Download or read book Emotions and Daily Life in Colonial Mexico written by Javier Villa-Flores and published by University of New Mexico Press. This book was released on 2014 with total page 272 pages. Available in PDF, EPUB and Kindle. Book excerpt: The history of emotions is a new approach to social history, and this book is the first in English to systematically examine emotions in colonial Mexico. It is easy to assume that emotions are a given, unchanging aspect of human psychology. But the emotions we feel reflect the times in which we live. People express themselves within the norms and prescriptions particular to their society, their class, their ethnicity, and other factors. The essays collected here chart daily life through the study of sex and marriage, love, lust and jealousy, civic rituals and preaching, gambling and leisure, prayer and penance, and protest and rebellion. The first part of the book deals with how individuals experienced emotions on a personal level. The second group of essays explores the role of institutions in guiding and channeling the expression and the objects of emotions.

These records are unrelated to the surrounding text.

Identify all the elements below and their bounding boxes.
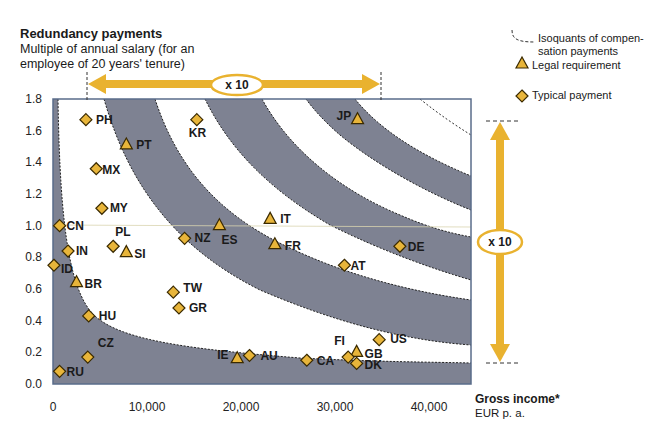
point-label-id: ID: [61, 262, 73, 276]
svg-text:1.6: 1.6: [25, 124, 42, 138]
svg-text:20,000: 20,000: [223, 400, 260, 414]
legend-isoquant: Isoquants of compen- sation payments: [538, 32, 644, 58]
point-label-my: MY: [110, 201, 128, 215]
point-label-tw: TW: [183, 281, 202, 295]
svg-text:10,000: 10,000: [129, 400, 166, 414]
legend-typical: Typical payment: [532, 89, 611, 102]
point-label-dk: DK: [365, 358, 383, 372]
point-label-it: IT: [280, 212, 291, 226]
legend-legal: Legal requirement: [532, 59, 621, 72]
point-label-mx: MX: [102, 163, 120, 177]
point-label-kr: KR: [189, 126, 207, 140]
point-label-ie: IE: [217, 348, 228, 362]
y-axis: 0.0 0.2 0.4 0.6 0.8 1.0 1.2 1.4 1.6 1.8: [25, 92, 42, 391]
vertical-factor-label: x 10: [488, 235, 512, 249]
point-label-nz: NZ: [195, 231, 211, 245]
point-label-es: ES: [221, 233, 237, 247]
svg-text:1.0: 1.0: [25, 219, 42, 233]
point-label-in: IN: [76, 244, 88, 258]
point-label-de: DE: [408, 240, 425, 254]
diamond-legend-icon: [516, 90, 528, 102]
point-label-fi: FI: [334, 334, 345, 348]
point-label-cn: CN: [67, 219, 84, 233]
point-label-pl: PL: [115, 225, 130, 239]
svg-text:30,000: 30,000: [317, 400, 354, 414]
isoquant-legend-icon: [512, 30, 534, 42]
point-label-jp: JP: [337, 109, 352, 123]
point-label-br: BR: [85, 277, 103, 291]
point-label-pt: PT: [136, 138, 152, 152]
svg-text:40,000: 40,000: [411, 400, 448, 414]
x-axis-title: Gross income*: [475, 392, 560, 406]
triangle-legend-icon: [516, 57, 528, 68]
horizontal-factor-label: x 10: [225, 78, 249, 92]
point-label-hu: HU: [99, 309, 116, 323]
point-label-ca: CA: [317, 354, 335, 368]
point-label-at: AT: [350, 259, 366, 273]
point-label-fr: FR: [285, 239, 301, 253]
point-label-au: AU: [260, 349, 277, 363]
svg-text:0: 0: [50, 400, 57, 414]
point-label-us: US: [390, 332, 407, 346]
point-label-si: SI: [134, 247, 145, 261]
svg-text:1.4: 1.4: [25, 155, 42, 169]
x-axis-unit: EUR p. a.: [475, 407, 525, 419]
legend-isoquant-line2: sation payments: [538, 45, 644, 58]
svg-text:0.8: 0.8: [25, 250, 42, 264]
svg-text:0.4: 0.4: [25, 314, 42, 328]
svg-text:0.2: 0.2: [25, 345, 42, 359]
point-label-gr: GR: [189, 301, 207, 315]
x-axis: 0 10,000 20,000 30,000 40,000: [50, 400, 448, 414]
svg-text:0.0: 0.0: [25, 377, 42, 391]
point-label-cz: CZ: [98, 336, 114, 350]
point-label-ru: RU: [67, 365, 84, 379]
svg-text:0.6: 0.6: [25, 282, 42, 296]
svg-text:1.2: 1.2: [25, 187, 42, 201]
legend-isoquant-line1: Isoquants of compen-: [538, 32, 644, 45]
svg-text:1.8: 1.8: [25, 92, 42, 106]
point-label-ph: PH: [96, 113, 113, 127]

Download or read book Neuroscience and Social Science written by Agustín Ibáñez and published by Springer. This book was released on 2017-11-02 with total page 544 pages. Available in PDF, EPUB and Kindle. Book excerpt: This book seeks to build bridges between neuroscience and social science empirical researchers and theorists working around the world, integrating perspectives from both fields, separating real from spurious divides between them and delineating new challenges for future investigation. Since its inception in the early 2000s, multilevel social neuroscience has dramatically reshaped our understanding of the affective and cultural dimensions of neurocognition. Thanks to its explanatory pluralism, this field has moved beyond long standing dichotomies and reductionisms, offering a neurobiological perspective on topics classically monopolized by non-scientific traditions, such as consciousness, subjectivity, and intersubjectivity. Moreover, it has forged new paths for dialogue with disciplines which directly address societal dynamics, such as economics, law, education, public policy making and sociology. At the same time, beyond internal changes in the field of neuroscience, new problems emerge in the dialogue with other disciplines. Neuroscience and Social Science – The Missing Link puts together contributions by experts interested in the convergences, divergences, and controversies across these fields. The volume presents empirical studies on the interplay between relevant levels of inquiry (neural, psychological, social), chapters rooted in specific scholarly traditions (neuroscience, sociology, philosophy of science, public policy making), as well as proposals of new theoretical foundations to enhance the rapprochement in question. By putting neuroscientists and social scientists face to face, the book promotes new reflections on this much needed marriage while opening opportunities for social neuroscience to plunge from the laboratory into the core of social life. This transdisciplinary approach makes Neuroscience and Social Science – The Missing Link an important resource for students, teachers, and researchers interested in the social dimension of human mind working in different fields, such as social neuroscience, social sciences, cognitive science, psychology, behavioral science, linguistics, and philosophy.